By: Mike Dolsen
Published September 7th, 2008
I’ve been doing that every year now for ten years in one of the parks or in my own back lot.”
For School of Art & Design junior Megan Touhey, the conflict of interests rings especially true while watching the Fishbowl printers spit out the hundreds of sheets of paper making up her class course packs, syllabuses and additional reading.
To keep her paper use to a minimum, Touhey said she tries to read all course materials online. But she finds that her computer’s glaring screen strains her eyes and its association with time-wasting activities leads her to distraction.
“The problem that reading online presents is the other stimulations that the brain associates with the computer, like Facebook and e-mail,” Touhey said. “It’s a lot harder to be distracted when you have a hard copy that you’re taking notes on.”
Foufopoulos, the SNRE professor, has also found that education and environmentalism conflict. But he said the awareness his students gain in class will have a more lasting impact on the environment than a few hundred course pack pages.
“If you are in the classroom, you are somewhat limited in the amount of green you can be,” Foufopoulos said. “You have to do what you have to do. We do what we can do, but what is more important is what we discuss and that we address these issues in class.”
But even the most traditional professors are realizing that their paper wasting ways can’t go on forever. At the beginning of the semester, the English department sent out an e-mail asking lecturers to curb their printing after the department used 1.1 million pieces of standard white paper in the 2008 fiscal year.
“To make this amount of paper, English has consumed 85 trees, 35,000 gallons of water, and 20 barrels of oil,” the e-mail said.
The list of suggestions included in the e-mail — reducing margins and font size, printing double-sided and reusing sheets — have been making their way into the classes of professors in every field even without a departmental mandate.
“I really get overwhelmed by the amount of paper that is wasted at this university,” said Olga Lopez-Cotin, a Spanish lecturer in the Residential College. “When my students have to print, I ask them to print on papers that people have already used.”
Lopez-Cotin also encourages students to purchase used and outdated editions of texts.
Many professors encourage students to read material online by making their course packs available only online rather than sending them to local printers.
“I try to move away from paper, and although we do use a text book, we used to have a course pack and now we put it on Course Tools so people can download it and view it onscreen,” Foufopoulos said. “If need be, they can print it out, but we’re not going to print it out for them.”
Foufopoulos decided to put course materials online after students pressured him to print less.
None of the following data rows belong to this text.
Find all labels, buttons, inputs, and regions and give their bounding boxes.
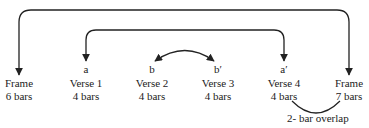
section-letter-b: b [142,63,162,75]
section-name-verse-1: Verse 1 [56,77,116,89]
section-letter-a-prime: a′ [274,63,294,75]
section-letter-a: a [76,63,96,75]
overlap-note: 2- bar overlap [287,112,349,124]
section-name-frame-end: Frame [319,77,369,89]
section-name-verse-4: Verse 4 [254,77,314,89]
section-name-frame-start: Frame [0,77,49,89]
section-bars-verse-2: 4 bars [122,90,182,102]
section-bars-verse-3: 4 bars [188,90,248,102]
section-name-verse-2: Verse 2 [122,77,182,89]
section-bars-frame-start: 6 bars [0,90,49,102]
form-diagram [0,0,369,128]
frame-connector-arrow [19,10,349,75]
section-letter-b-prime: b′ [208,63,228,75]
section-name-verse-3: Verse 3 [188,77,248,89]
section-bars-frame-end: 7 bars [319,90,369,102]
section-bars-verse-1: 4 bars [56,90,116,102]
a-connector-arrow [86,30,284,61]
b-connector-arc [155,51,214,62]
section-bars-verse-4: 4 bars [254,90,314,102]
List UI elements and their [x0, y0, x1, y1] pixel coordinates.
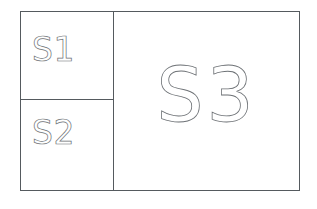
- diagram-canvas: S1 S2 S3: [0, 0, 317, 209]
- region-s2-label: S2: [32, 116, 75, 149]
- region-s1-label: S1: [32, 33, 75, 66]
- region-s2[interactable]: S2: [21, 100, 113, 190]
- left-column: S1 S2: [21, 12, 114, 190]
- region-s3-label: S3: [114, 58, 299, 132]
- region-s1[interactable]: S1: [21, 12, 113, 100]
- partition-diagram: S1 S2 S3: [20, 11, 300, 191]
- region-s3[interactable]: S3: [114, 12, 299, 190]
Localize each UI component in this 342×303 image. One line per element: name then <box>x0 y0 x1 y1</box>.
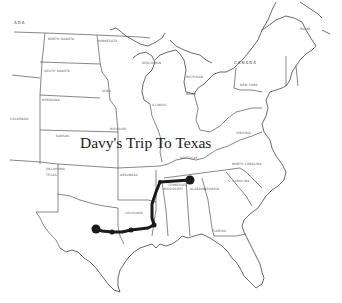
label-kansas: KANSAS <box>56 134 69 138</box>
label-new-york: NEW YORK <box>240 83 259 87</box>
label-texas: TEXAS <box>45 173 57 177</box>
map-canvas: ADA CANADA NORTH DAKOTA SOUTH DAKOTA MIN… <box>0 0 342 303</box>
label-south-carolina: S. CAROLINA <box>228 179 250 183</box>
label-louisiana: LOUISIANA <box>125 211 144 215</box>
route-waypoint-marker <box>110 230 115 235</box>
label-wisconsin: WISCONSIN <box>142 61 161 65</box>
label-michigan: MICHIGAN <box>186 75 203 79</box>
label-maine: MAINE <box>300 27 311 31</box>
label-nebraska: NEBRASKA <box>42 98 60 102</box>
northeast-coast <box>234 2 330 92</box>
route-waypoint-marker <box>158 180 162 184</box>
label-illinois: ILLINOIS <box>152 103 166 107</box>
map-title: Davy's Trip To Texas <box>80 134 211 151</box>
great-lakes-shore <box>133 40 234 104</box>
label-ada: ADA <box>14 20 25 25</box>
label-mississippi: MISSISSIPPI <box>163 187 183 191</box>
route-end-marker <box>92 225 101 234</box>
label-kentucky: KENTUCKY <box>180 156 198 160</box>
route-start-marker <box>186 176 195 185</box>
us-canada-border <box>14 32 150 38</box>
label-florida: FLORIDA <box>212 229 227 233</box>
label-missouri: MISSOURI <box>110 127 126 131</box>
label-virginia: VIRGINIA <box>236 131 252 135</box>
label-colorado: COLORADO <box>10 117 29 121</box>
atlantic-coast <box>242 92 286 288</box>
label-minnesota: MINNESOTA <box>98 39 118 43</box>
label-north-dakota: NORTH DAKOTA <box>48 37 75 41</box>
gulf-coast <box>60 234 256 292</box>
label-arkansas: ARKANSAS <box>120 173 138 177</box>
route-waypoint-marker <box>129 228 134 233</box>
texas-west-border <box>36 194 60 248</box>
label-south-dakota: SOUTH DAKOTA <box>44 69 71 73</box>
label-georgia: GEORGIA <box>204 187 220 191</box>
label-north-carolina: NORTH CAROLINA <box>232 162 263 166</box>
label-canada: CANADA <box>234 60 257 65</box>
label-iowa: IOWA <box>102 89 112 93</box>
route-waypoint-marker <box>152 223 157 228</box>
label-oklahoma: OKLAHOMA <box>46 167 66 171</box>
“When I suggest that we present information in a digital format instead of a printing out a course syllabus, I’ve done this because I think this is important and because I’ve gotten pressure from the students to do this,” he said.
Lopez-Cotin goes even further, making a point to encourage students to be more environmentally responsible in their own lives. Meeting mostly with freshmen for lunch and Spanish tutoring, she said she likes to make students think about the ecological implications of their daily decisions.
“A couple times a week I have lunch with students and we talk about how much they waste and why they eat in such large portions,” Lopez said.
Sara Adlerstein-Gonzalez, a lecturer in the School of Natural Resources and Environment, said she tries to reach out to students in disciplines that don’t involve environmental education.
“I love to teach Engineering students who wouldn’t normally know about the environment,” she said.
Since one of Adlerstein-Gonzalez’s passions is art, she has taken it upon herself to help art students become more environmentally conscious and thoughtful.
“I teach a class at the art school called Art Eco and the point of the class was to inspire students who would normally do art without considering the environment to get inspired with various artwork, to not only change themselves but to also change the people who look at their work,” Adlerstein-Gonzalez said. “It’s double teaching.”
But regardless of what professors teach in class, the University can’t fully take up the environmentalism banner until expectations of students are drastically altered. Until the English department can limit its printing to less than 1 million sheets, campus’s sustainable Dana Building won’t be more than a superficial showcase.